Apify API client for Python
The Apify API Client for Python is the official library to access the Apify API from your Python applications. It provides useful features like automatic retries and convenience functions to improve your experience with the Apify API.
If you want to develop Apify Actors in Python, check out the Apify SDK for Python instead.
Installation
Requires Python 3.8+
You can install the package from its PyPI listing.
To do that, simply run pip install apify-client
in your terminal.
Usage
For usage instructions, check the documentation on Apify Docs or in docs/docs.md
.
Development
Environment
For local development, it is required to have Python 3.8 installed.

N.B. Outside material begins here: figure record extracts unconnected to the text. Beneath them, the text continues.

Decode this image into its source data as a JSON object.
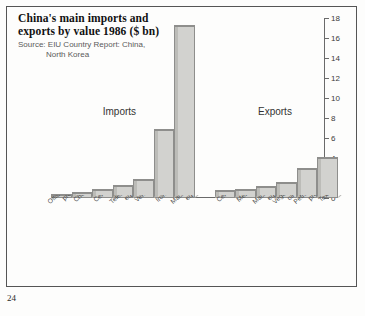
{
  "page_number": "24",
  "chart_data": {
    "type": "bar",
    "title": "China's main imports and exports by value 1986 ($ bn)",
    "title_line1": "China's main imports and",
    "title_line2": "exports by value 1986 ($ bn)",
    "source_label": "Source:",
    "source_line1": "Source: EIU Country Report: China,",
    "source_line2": "North Korea",
    "xlabel": "",
    "ylabel": "",
    "ylim": [
      0,
      18
    ],
    "yticks": [
      0,
      2,
      4,
      6,
      8,
      10,
      12,
      14,
      16,
      18
    ],
    "ytick_labels": [
      "0",
      "2",
      "4",
      "6",
      "8",
      "10",
      "12",
      "14",
      "16",
      "18"
    ],
    "grid": false,
    "legend": "none",
    "group_labels": [
      "Imports",
      "Exports"
    ],
    "groups": [
      {
        "name": "Imports",
        "categories": [
          "Office machines and data processors",
          "Chemical fertilizers",
          "Cereals",
          "Telecommunications equipment",
          "Vehicles",
          "Iron and steel",
          "Machinery and transport equipment"
        ],
        "category_lines": [
          [
            "Office machines and data",
            "processors"
          ],
          [
            "Chemical fertilizers",
            ""
          ],
          [
            "Cereals",
            ""
          ],
          [
            "Telecommunications",
            "equipment"
          ],
          [
            "Vehicles",
            ""
          ],
          [
            "Iron and steel",
            ""
          ],
          [
            "Machinery and transport",
            "equipment"
          ]
        ],
        "values": [
          0.4,
          0.6,
          0.9,
          1.3,
          1.9,
          6.9,
          17.3
        ]
      },
      {
        "name": "Exports",
        "categories": [
          "Cereals",
          "Metals manufactures",
          "Machinery and transport equipment",
          "Vegetables, fruits and oil seeds",
          "Petroleum and related products",
          "Textiles, clothing and yarn"
        ],
        "category_lines": [
          [
            "Cereals",
            ""
          ],
          [
            "Metals manufactures",
            ""
          ],
          [
            "Machinery and transport",
            "equipment"
          ],
          [
            "Vegetables, fruits and",
            "oil seeds"
          ],
          [
            "Petroleum and related",
            "products"
          ],
          [
            "Textiles, clothing and yarn",
            ""
          ]
        ],
        "values": [
          0.8,
          0.9,
          1.2,
          1.6,
          3.0,
          4.1
        ]
      }
    ]
  },
  "colors": {
    "bar_face": "#d2d2cf",
    "bar_side": "#bcbcb8",
    "bar_edge": "#8e8e8c",
    "axis": "#6a6a6a",
    "frame": "#555555",
    "text": "#333333",
    "source_text": "#5a5a5a",
    "background": "#fdfdfc"
  }
}
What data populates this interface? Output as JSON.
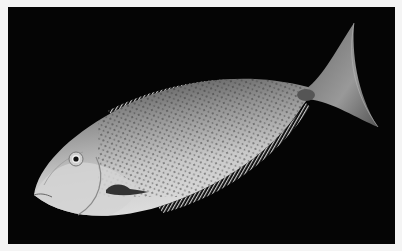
{
  "image": {
    "subject": "fish",
    "description": "Grey spotted unicornfish-like fish on black background",
    "colors": {
      "background": "#050505",
      "border": "#f4f4f4",
      "body_light": "#d8d8d8",
      "body_dark": "#5a5a5a"
    }
  }
}
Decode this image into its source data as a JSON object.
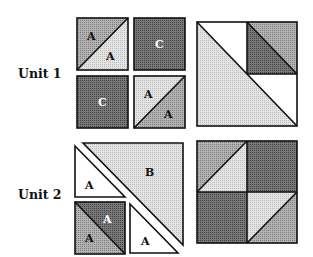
{
  "figure": {
    "units": [
      {
        "label": "Unit 1",
        "pieces": {
          "hst_top_left": {
            "upper": "A",
            "lower": "A"
          },
          "solid_top_right": "C",
          "solid_bottom_left": "C",
          "hst_bottom_right": {
            "upper": "A",
            "lower": "A"
          }
        }
      },
      {
        "label": "Unit 2",
        "pieces": {
          "large_triangle": "B",
          "white_triangle_top": "A",
          "hst_bottom": {
            "upper": "A",
            "lower": "A"
          },
          "white_triangle_bottom": "A"
        }
      }
    ],
    "colors": {
      "light": "#d6d6d6",
      "medium": "#9a9a9a",
      "dark": "#5e5e5e",
      "white": "#ffffff",
      "outline": "#111111"
    }
  }
}
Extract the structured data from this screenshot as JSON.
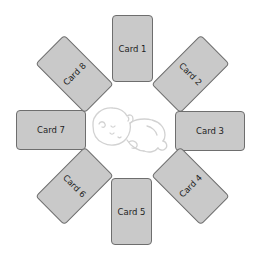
{
  "diagram": {
    "cards": [
      {
        "label": "Card 1",
        "position": "top"
      },
      {
        "label": "Card 2",
        "position": "top-right"
      },
      {
        "label": "Card 3",
        "position": "right"
      },
      {
        "label": "Card 4",
        "position": "bottom-right"
      },
      {
        "label": "Card 5",
        "position": "bottom"
      },
      {
        "label": "Card 6",
        "position": "bottom-left"
      },
      {
        "label": "Card 7",
        "position": "left"
      },
      {
        "label": "Card 8",
        "position": "top-left"
      }
    ],
    "center_icon": "sleeping-baby-icon",
    "colors": {
      "card_fill": "#c9c9c9",
      "card_border": "#6e6e6e",
      "icon_stroke": "#d4d4d4",
      "background": "#ffffff"
    }
  }
}
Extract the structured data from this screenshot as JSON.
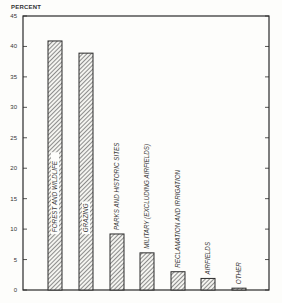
{
  "chart_data": {
    "type": "bar",
    "title": "",
    "xlabel": "",
    "ylabel": "PERCENT",
    "ylim": [
      0,
      45
    ],
    "yticks": [
      0,
      5,
      10,
      15,
      20,
      25,
      30,
      35,
      40,
      45
    ],
    "grid": false,
    "legend": null,
    "categories": [
      "FOREST AND WILDLIFE",
      "GRAZING",
      "PARKS AND HISTORIC SITES",
      "MILITARY (EXCLUDING AIRFIELDS)",
      "RECLAMATION AND IRRIGATION",
      "AIRFIELDS",
      "OTHER"
    ],
    "values": [
      40.9,
      38.9,
      9.2,
      6.1,
      3.0,
      1.9,
      0.3
    ],
    "bar_fill": "diagonal-hatch",
    "label_placement": "vertical text inside or above each bar"
  },
  "colors": {
    "background": "#fdfdfb",
    "ink": "#2a2a2a",
    "hatch": "#555555"
  }
}
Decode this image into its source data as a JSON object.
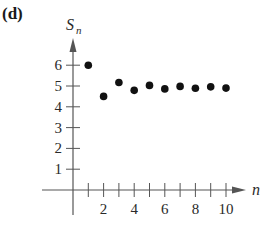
{
  "panel_label": "(d)",
  "chart_data": {
    "type": "scatter",
    "title": "",
    "xlabel": "n",
    "ylabel": "S_n",
    "ylabel_main": "S",
    "ylabel_sub": "n",
    "x": [
      1,
      2,
      3,
      4,
      5,
      6,
      7,
      8,
      9,
      10
    ],
    "values": [
      6.0,
      4.5,
      5.17,
      4.79,
      5.03,
      4.86,
      4.98,
      4.89,
      4.96,
      4.9
    ],
    "xlim": [
      0,
      11
    ],
    "ylim": [
      0,
      7
    ],
    "x_ticks": [
      1,
      2,
      3,
      4,
      5,
      6,
      7,
      8,
      9,
      10
    ],
    "x_tick_labels": [
      "2",
      "4",
      "6",
      "8",
      "10"
    ],
    "y_ticks": [
      1,
      2,
      3,
      4,
      5,
      6
    ],
    "y_tick_labels": [
      "1",
      "2",
      "3",
      "4",
      "5",
      "6"
    ],
    "grid": false,
    "legend": null,
    "point_color": "#111111"
  }
}
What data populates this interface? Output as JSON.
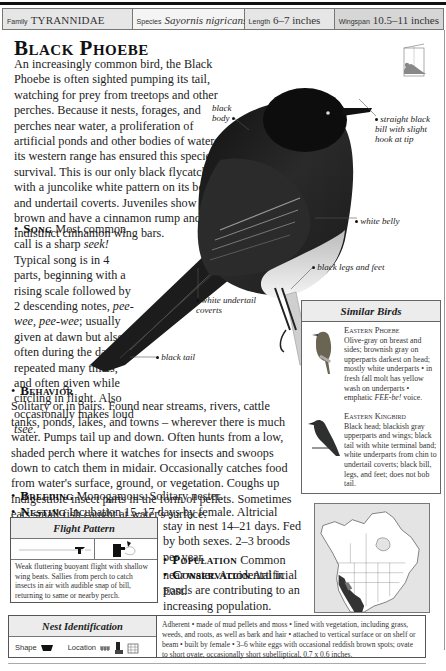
{
  "header": {
    "family_label": "Family",
    "family_value": "TYRANNIDAE",
    "species_label": "Species",
    "species_value": "Sayornis nigricans",
    "length_label": "Length",
    "length_value": "6–7 inches",
    "wingspan_label": "Wingspan",
    "wingspan_value": "10.5–11 inches"
  },
  "title": "Black Phoebe",
  "intro": "An increasingly common bird, the Black Phoebe is often sighted pumping its tail, watching for prey from treetops and other perches. Because it nests, forages, and perches near water, a proliferation of artificial ponds and other bodies of water in its western range has ensured this species' survival. This is our only black flycatcher with a juncolike white pattern on its belly and undertail coverts. Juveniles show more brown and have a cinnamon rump and two indistinct cinnamon wing bars.",
  "sections": {
    "song": {
      "heading": "Song",
      "text_1": "Most common call is a sharp ",
      "text_2": "seek!",
      "text_3": " Typical song is in 4 parts, beginning with a rising scale followed by 2 descending notes, ",
      "text_4": "pee-wee, pee-wee",
      "text_5": "; usually given at dawn but also often during the day, repeated many times, and often given while circling in flight. Also occasionally makes loud ",
      "text_6": "tsee",
      "text_7": "."
    },
    "behavior": {
      "heading": "Behavior",
      "text": "Solitary or in pairs. Found near streams, rivers, cattle tanks, ponds, lakes, and towns – wherever there is much water. Pumps tail up and down. Often hunts from a low, shaded perch where it watches for insects and swoops down to catch them in midair. Occasionally catches food from water's surface, ground, or vegetation. Coughs up indigestible insect parts in the form of pellets. Sometimes eats small fish caught at water's surface."
    },
    "breeding": {
      "heading": "Breeding",
      "text": "Monogamous. Solitary nester."
    },
    "nesting": {
      "heading": "Nesting",
      "text_first": "Incubation 15–17 days by female. Altricial young",
      "text_rest": "stay in nest 14–21 days. Fed by both sexes. 2–3 broods per year."
    },
    "population": {
      "heading": "Population",
      "text": "Common near water. Accidental in East."
    },
    "conservation": {
      "heading": "Conservation",
      "text": "Artificial ponds are contributing to an increasing population."
    }
  },
  "annotations": {
    "black_body_1": "black",
    "black_body_2": "body",
    "bill_1": "straight black",
    "bill_2": "bill with slight",
    "bill_3": "hook at tip",
    "white_belly": "white belly",
    "legs": "black legs and feet",
    "undertail_1": "white undertail",
    "undertail_2": "coverts",
    "tail": "black tail"
  },
  "similar_birds": {
    "heading": "Similar Birds",
    "items": [
      {
        "name": "Eastern Phoebe",
        "text_1": "Olive-gray on breast and sides; brownish gray on upperparts darkest on head; mostly white underparts • in fresh fall molt has yellow wash on underparts • emphatic ",
        "text_2": "FEE-be!",
        "text_3": " voice."
      },
      {
        "name": "Eastern Kingbird",
        "text_1": "Black head; blackish gray upperparts and wings; black tail with white terminal band; white underparts from chin to undertail coverts; black bill, legs, and feet; does not bob tail.",
        "text_2": "",
        "text_3": ""
      }
    ]
  },
  "flight_pattern": {
    "heading": "Flight Pattern",
    "description": "Weak fluttering buoyant flight with shallow wing beats. Sallies from perch to catch insects in air with audible snap of bill, returning to same or nearby perch."
  },
  "nest_identification": {
    "heading": "Nest Identification",
    "shape_label": "Shape",
    "location_label": "Location",
    "description": "Adherent • made of mud pellets and moss • lined with vegetation, including grass, weeds, and roots, as well as bark and hair • attached to vertical surface or on shelf or beam • built by female • 3–6 white eggs with occasional reddish brown spots; ovate to short ovate, occasionally short subelliptical, 0.7 x 0.6 inches."
  },
  "icons": {
    "bullet": "•",
    "field_guide": "field-guide-bird-icon",
    "nest_shape": "cup-nest-icon",
    "location_1": "shrub-icon",
    "location_2": "building-icon",
    "location_3": "bridge-icon"
  }
}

It is recommended to set up a virtual environment while developing this package to isolate your development environment, however, due to the many varied ways Python can be installed and virtual environments can be set up, this is left up to the developers to do themselves.
One recommended way is with the built-in venv
module:
python3 -m venv .venv
source .venv/bin/activate
To improve on the experience, you can use pyenv to have an environment with a pinned Python version, and direnv to automatically activate/deactivate the environment when you enter/exit the project folder.
Dependencies
To install this package and its development dependencies, run make install-dev
Formatting
We use autopep8
and isort
to automatically format the code to a common format. To run the formatting, just run make format
.
Linting, type-checking and unit testing
We use flake8
for linting, mypy
for type checking and pytest
for unit testing. To run these tools, just run make check-code
.
Documentation
We use the Google docstring format for documenting the code. We document every user-facing class or method, and enforce that using the flake8-docstrings library.
The documentation is then rendered from the docstrings in the code using Sphinx and some heavy post-processing and saved as docs/docs.md
.
To generate the documentation, just run make docs
.
Release process
Publishing new versions to PyPI happens automatically through GitHub Actions.
On each commit to the master
branch, a new beta release is published, taking the version number from pyproject.toml
and automatically incrementing the beta version suffix by 1 from the last beta release published to PyPI.
A stable version is published when a new release is created using GitHub Releases, again taking the version number from pyproject.toml
. The built package assets are automatically uploaded to the GitHub release.
If there is already a stable version with the same version number as in pyproject.toml
published to PyPI, the publish process fails,
so don't forget to update the version number before releasing a new version.
The release process also fails when the released version is not described in CHANGELOG.md
,
so don't forget to describe the changes in the new version there.